Those are the words of UCI spokesman Enrico Carpani in the wake of the news that Lance Armstrong’s federal case had collapsed. So it seems that the UCI have struck a major blow against anti-doping that Jan Ullrich, the retired 1997 Tour de France winner, has just been banned from cycling for two years from August 22nd 2011, and had his results from 2005 up to his official retirement in 2007 stripped.
The latest, and probably last, victim of Operación Puerto, in which every Spanish rider involved was acquitted by their own courts, and Alejandro Valverde/Valv. Piti was only caught due to the intervention of the Italian National Olympic Committee (CONI)* learnt of his fate today, more than five years after the original allegations came to light. In January 2010, the Disciplinary Chamber of Antidoping Schweiz (Ullrich lives in Switzerland and rode under a Swiss license) closed the case on Ullrich, ruling that Swiss Olympic had no jurisdiction over the rider since his retirement.
The UCI then appealed this decision, even pushing for a lifetime ban for Ullrich on the basis of his previous six-month suspension for out-of-competition amphetamine use. CAS dismissed this possibility, as the infraction would not constitue a doping violation under the rules of the present day and was thus not eligible to be taken into account when determining a punishment under the UCI’s ‘second strike’ rule.
Ullrich is now ineligible to work in cycling for one year and six months.
Francisco Mancebo, named in Puerto but cleared by the Spanish courts, must be happy that he inherits Ullrich’s third place at the 2005 Tour de France, the major result that Ullrich has had taken away.
The top 10 of that race makes for some quite ridiculous reading in light of this decision:
1: Lance Armstrong
2: Ivan Basso
3. Francisco Mancebo
4. Alexandre Vinokourov
5. Levi Leipheimer
6. Michael Rasmussen
7. Cadel Evans
8. Floyd Landis
9. Oscar Pereiro
10. Christophe Moreau
It would seem that Carpani’s statement should have been applied to this case too. What is the point in taking away one riders achievement when the rest of the result looks as it does?
Six of those riders have been sanctioned at some point in their careers and Armstrong, Mancebo and Pereiro have each been caught up in various scandals and accusations. Cadel Evans is the only rider in the 2005 Tour de France top 10 that hasn’t had his name tarnished by doping.
As Der Kaiser himself said “Whoever still can’t put one and one together about what happened in cycling is beyond my help”
The full press release of the CAS decision can be found here, and the 23-page final award can be found here.
*Michele Scarponi/Zapatero, Jörg Jaksche/JJ and Ivan Basso/Birillo are the only other riders who have been sanctioned as a result of the original investigation by the Guardia Civil.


■ Exercise objective ■
All of the data should be output character for character, except the pictures.

■ Material for this task ■
★ ★ ★

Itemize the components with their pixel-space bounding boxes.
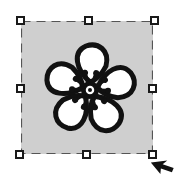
resize-handle-bottom-center[interactable] bbox=[82, 150, 91, 159]
resize-handle-top-center[interactable] bbox=[84, 16, 93, 25]
flower-icon[interactable] bbox=[40, 40, 140, 140]
arrow-cursor-icon bbox=[151, 154, 177, 180]
resize-handle-middle-right[interactable] bbox=[148, 84, 157, 93]
resize-handle-top-right[interactable] bbox=[150, 16, 159, 25]
resize-handle-bottom-left[interactable] bbox=[15, 150, 24, 159]
resize-handle-top-left[interactable] bbox=[16, 16, 25, 25]
resize-handle-middle-left[interactable] bbox=[16, 84, 25, 93]
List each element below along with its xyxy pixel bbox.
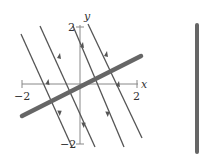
phase-portrait: y x −2 2 2 −2 (0, 0, 212, 158)
y-tick-label-2: 2 (68, 21, 75, 34)
arrow-icon (46, 79, 50, 85)
y-axis-label: y (83, 10, 91, 23)
trajectory-2 (40, 26, 95, 147)
x-tick-label-2: 2 (133, 90, 140, 103)
y-tick-label-neg2: −2 (60, 138, 76, 151)
x-axis-label: x (141, 78, 148, 91)
arrow-icon (57, 53, 61, 59)
arrow-icon (104, 51, 108, 57)
equilibrium-line (22, 56, 141, 116)
x-tick-label-neg2: −2 (14, 90, 30, 103)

★ ★ ★

■ Response area ■
Itemize the components with their pixel-space bounding boxes.
resize-handle-bottom-center[interactable] bbox=[82, 150, 91, 159]
resize-handle-top-center[interactable] bbox=[84, 16, 93, 25]
flower-icon[interactable] bbox=[40, 40, 140, 140]
arrow-cursor-icon bbox=[151, 154, 177, 180]
resize-handle-middle-right[interactable] bbox=[148, 84, 157, 93]
resize-handle-top-right[interactable] bbox=[150, 16, 159, 25]
resize-handle-bottom-left[interactable] bbox=[15, 150, 24, 159]
resize-handle-top-left[interactable] bbox=[16, 16, 25, 25]
resize-handle-middle-left[interactable] bbox=[16, 84, 25, 93]
List each element below along with its xyxy pixel bbox.
phase-portrait: y x −2 2 2 −2 (0, 0, 212, 158)
y-tick-label-2: 2 (68, 21, 75, 34)
arrow-icon (46, 79, 50, 85)
y-axis-label: y (83, 10, 91, 23)
trajectory-2 (40, 26, 95, 147)
x-tick-label-2: 2 (133, 90, 140, 103)
y-tick-label-neg2: −2 (60, 138, 76, 151)
x-axis-label: x (141, 78, 148, 91)
arrow-icon (57, 53, 61, 59)
arrow-icon (104, 51, 108, 57)
equilibrium-line (22, 56, 141, 116)
x-tick-label-neg2: −2 (14, 90, 30, 103)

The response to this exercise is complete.